The issue is whether borderless trade at the speed of light will permit governments still to extract revenue from markets and whether every internet user in the world will pay rent to Bill Gates or his equivalent, whenever they switch on their computers.
Read more here from the summary of his book.
In Hart's view:
Humanity is caught between the institutions of agrarian civilization and a machine revolution whose implications we barely understand. In consequence, the world is becomingly rapidly more unequal as we grow closer together. Inequality of rich and poor results in the followings:
- Inequality undermines democracy.
- Inequality makes us feel bad. Human compassion struggles with indifference.
- Inequality is a threat to world peace. Resentment of historical wrongs fuels terrorism and ultimately war.

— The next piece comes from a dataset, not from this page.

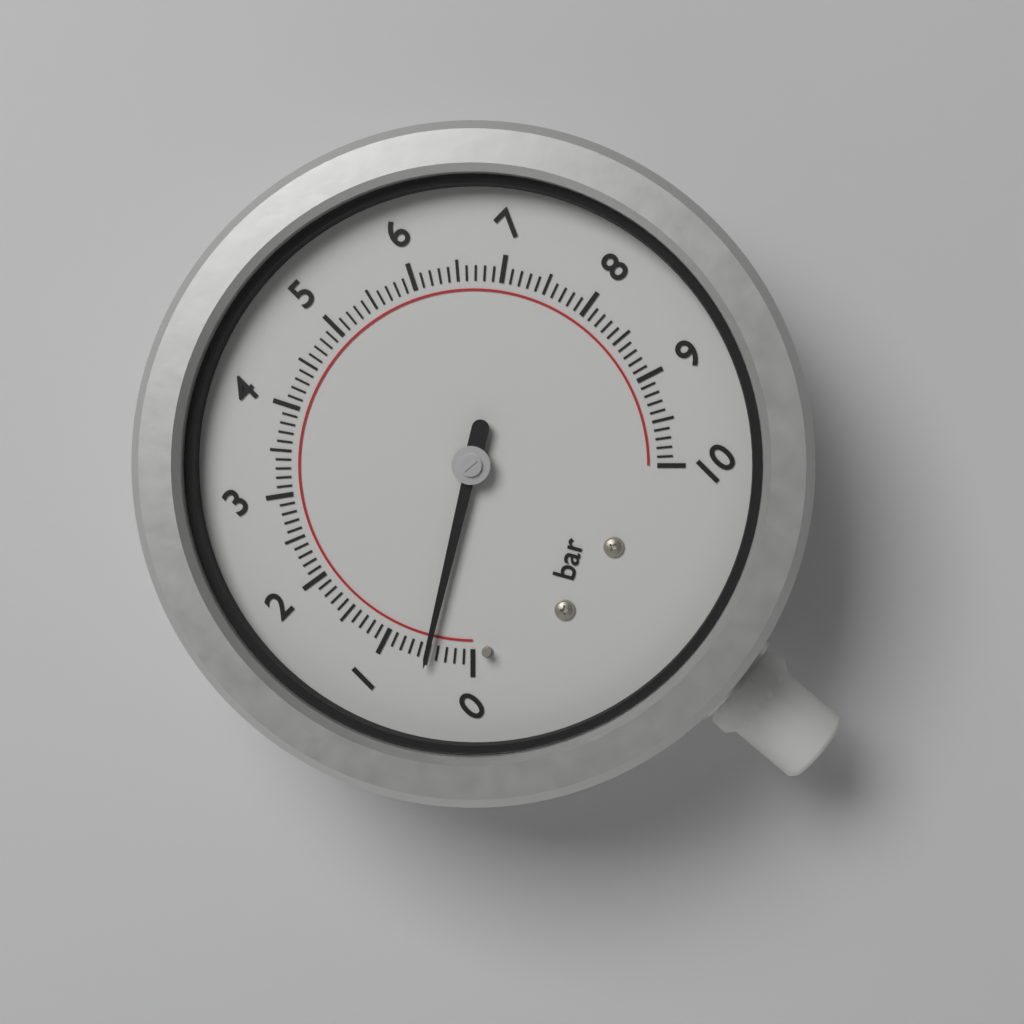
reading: 0.5 bar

- Inequality reduces market demand. Economic growth in the modern world comes from increasing the purchasing power of the masses. Everyone benefits from redistribution of wealth.
He suggests:
The world today is as much the offspring of agrarian civilization as of modern machines, government and money. The obstacles to progressive change are thus twofold: the need to democratize the age of money, to bring capitalism under control; and the need to break down "natural" structures based on territorial monopoly, to foster mobility at the expense of being tied to the land.
The internet may confirm a trend which liberals have often asserted and socialists once denied, that economic power is being transferred from producers to consumers, from centralized bureaucracy to flexibly specialized markets in which individual consumers carry more weight than we ever did in earlier days.
The issue is whether borderless trade at the speed of light will permit governments still to extract revenue from markets and whether every internet user in the world will pay rent to Bill Gates or his equivalent, whenever they switch on their computers.